The Bologna Submillisecond Pulsar Survey


A large scale survey for millisecond and submillisecond pulsars is in progress using the E-W arm of the Northern Cross radiotelescope. The main goal of the survey is to probe the existence of pulsars with period similar or even shorter to that of the original millisecond pulsar (1.55 ms). Thanks to the high resolution in both the frequency and time domains, the survey has a good sensitivity also in the submillisecond period range. Probing the ultrashort period range (P < 1.5 ms) might be useful in order to put constraints on the equation of state of the ultradense matter constituing neutron stars.

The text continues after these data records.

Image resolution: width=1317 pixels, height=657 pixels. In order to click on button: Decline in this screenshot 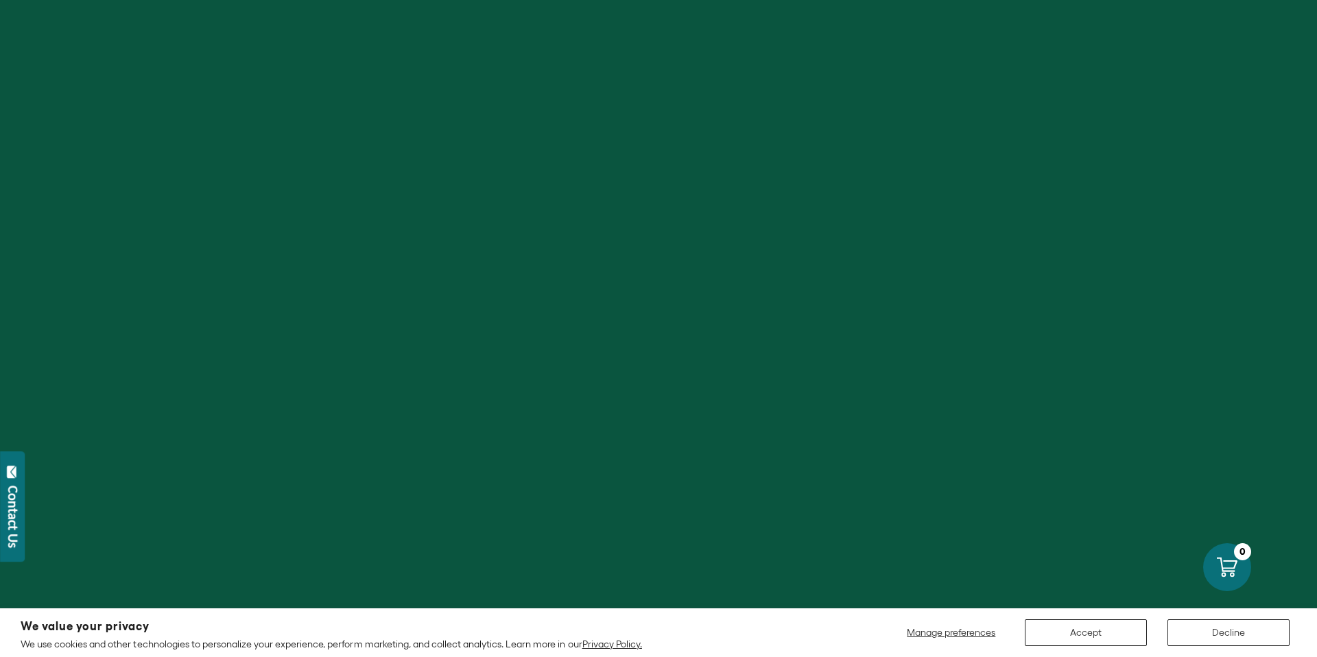, I will do `click(1228, 632)`.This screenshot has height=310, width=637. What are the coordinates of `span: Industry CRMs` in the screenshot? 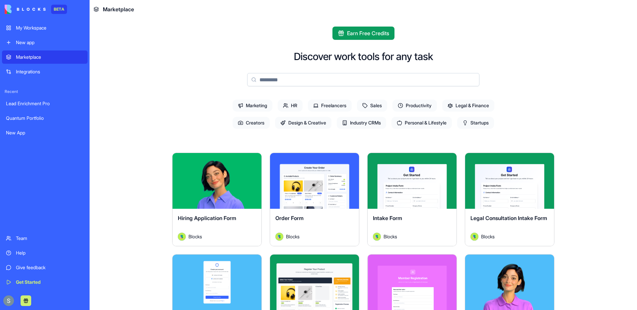 It's located at (362, 123).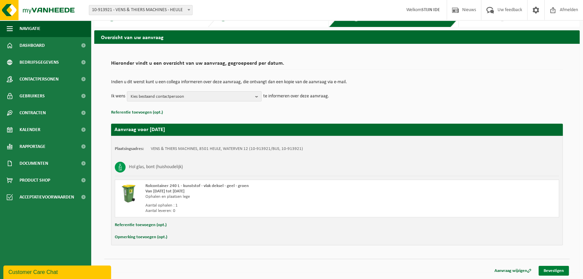 The height and width of the screenshot is (279, 583). I want to click on img: WB-0240-HPE-GN-50.png, so click(129, 193).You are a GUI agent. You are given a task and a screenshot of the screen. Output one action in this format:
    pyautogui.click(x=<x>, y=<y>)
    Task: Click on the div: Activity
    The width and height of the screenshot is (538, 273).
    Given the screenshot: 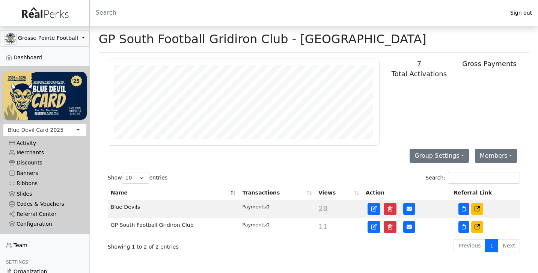 What is the action you would take?
    pyautogui.click(x=45, y=143)
     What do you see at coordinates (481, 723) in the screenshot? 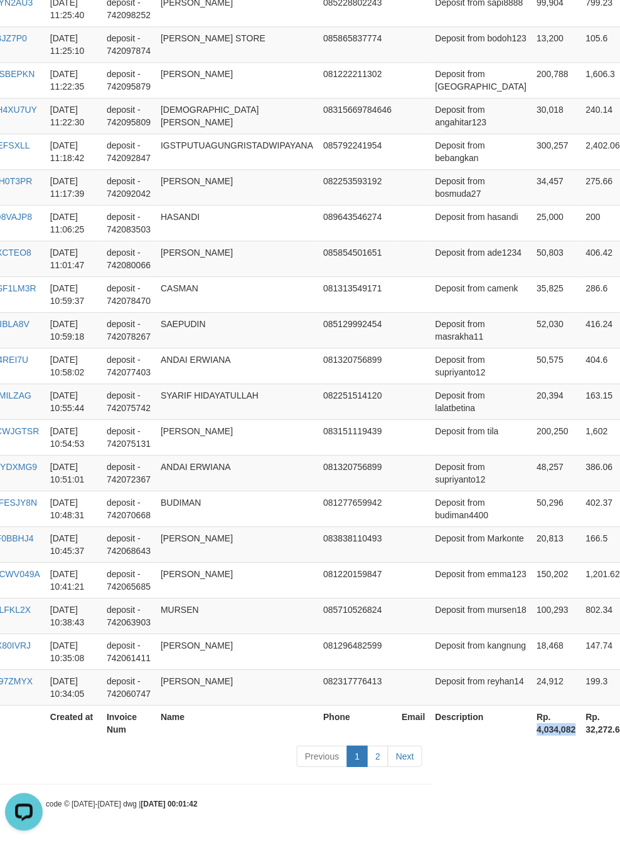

In this page we present the basic parameters of the exepriment and the current results

Survey parameters:
Observing frequency: 408 MHz
Frequency resolution: 128x32kHz
Sampling time: 64 microsec
Integration time: 67.5 sec
System noise figure: 50 Jy
Beam size: 4x120 arcmin
Observing plan: Dec > 0 (150,000 beam positions)

In the Bologna survey, the raw data are processed on the fly, and a number of "pulsar suspects" for each beam are stored in a permanent database where they can be sorted, displayed and classified.

Useful documentation: Results:

So far about 80% of the sky in the declination range 4 < Dec < 42 (see the sky coverage plot) was succesfully observed, resulting in the detection of 35 known "normal pulsar", 5 known "millisecond pulsar" and 1 new millisecond pulsar PSR J0030+0600.